Think of it like an elevator that starts at the ground floor (floor 0), not at floor 1.
Result:
Numb
Lose Yourself
Blinding Lights
If you try to access an index that does not exist, Python will throw an IndexError. For example, if your list has 4 elements and you ask for playlist[10], Python does not know what to give you and gets upset.
Negative indices
Python has a very handy trick: you can use negative indices to access elements from the end of the list. Index -1 refers to the last element, -2 to the second-to-last, and so on.
This is super practical when you want to see what the last song in your playlist is without counting how many elements you have:
Result:
Bad Guy
Uptown Funk
Adding elements (append)
A static playlist is kind of boring. You want to add new songs as you discover them. For that, you use the append() method, which adds an element to the end of the list:
Result:
['Wonderwall', 'Creep']
['Wonderwall', 'Creep', 'Smells Like Teen Spirit']

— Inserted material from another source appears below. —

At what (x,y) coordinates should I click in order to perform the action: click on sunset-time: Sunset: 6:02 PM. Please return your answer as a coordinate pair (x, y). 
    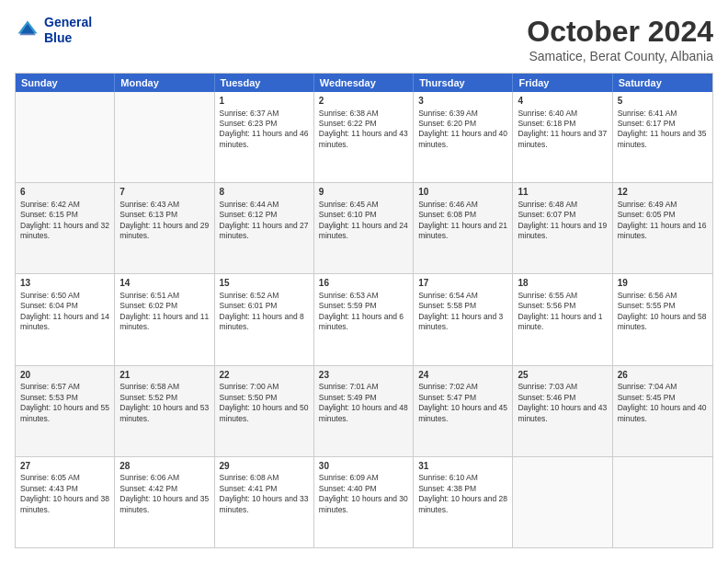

['Wonderwall', 'Creep', 'Smells Like Teen Spirit', 'Come As You Are']
Notice how each append() puts the new song at the tail of the list. It is like adding tracks to the end of a music playlist.
Removing elements (pop)
Sometimes you skip a song every time it comes on and decide it is time to remove it from the playlist. The pop() method removes the last element from the list and returns it, meaning it tells you what it took out:
Result:
Before: ['Imagine', 'Yesterday', 'Let It Be', 'Hey Jude']
Removed: Hey Jude
After: ['Imagine', 'Yesterday', 'Let It Be']
You can also use pop() with a specific index to remove a song from a particular position:
Result:
Removed: Yesterday
Playlist: ['Imagine', 'Let It Be']
List length (len)
When you want to know how many songs are in your playlist, you use the len() function. It returns the total number of elements in the list:
Result:
You have 5 songs in your playlist.
len() is extremely useful when working with loops, as you will see shortly. It also helps you check whether a list is empty:
The type() function
If you want to check what data type you have, you use the type() function. Applied to a list, it confirms that it is of type list:
Result:
<class 'list'>
<class 'str'>
<class 'int'>
type() is especially useful when you are debugging and not sure what kind of data a variable holds.
Traversing lists with while
Now comes the part that ties everything together: going through a list element by element. Using a while loop and a counter that starts at 0, you can go through every song in your playlist:
Result:
Now playing: Sultans of Swing
Now playing: Money for Nothing
Now playing: Walk of Life
Let's unpack what happens here:
- We start with
index = 0(the first element). - As long as
indexis less than the length of the list, we keep going. - We print the song at the current position with
playlist[index]. - We increase
indexby 1 to move on to the next element. - When
indexreacheslen(playlist), the loop stops.
Why do we use < and not <=? Because if the list has 3 elements, the indices are 0, 1, and 2. If we used <=, we would try to access index 3, which does not exist, and we would get an IndexError.
Let's do something more interesting, a playlist with track numbers:
Result:
#1 - Zombie
#2 - Linger
#3 - Dreams
#4 - Ode to My Family
#5 - Ridiculous Thoughts
We used position + 1 in the display so that the numbers start from 1, not from 0, because normal people do not count from zero.
Lists are ordered collections of elements, indexed starting from 0. You use append() to add, pop() to remove, len() to count, and while to go through each element. With these tools you can manage any collection of data.
Exercise : Hero's inventory
Exercise : Pick up and drop items
Exercise : Loot after battle
Exercise : Equipment system
Exercise : Shopping list manager
Exercise : Playlist manager with favorites
Complete game code: Python Kingdom (Lesson 5)
Your game now has an inventory system! The hero can collect items, equip them, and drop them:
Test Your Knowledge
Check how well you understood the lesson with these 6 questions.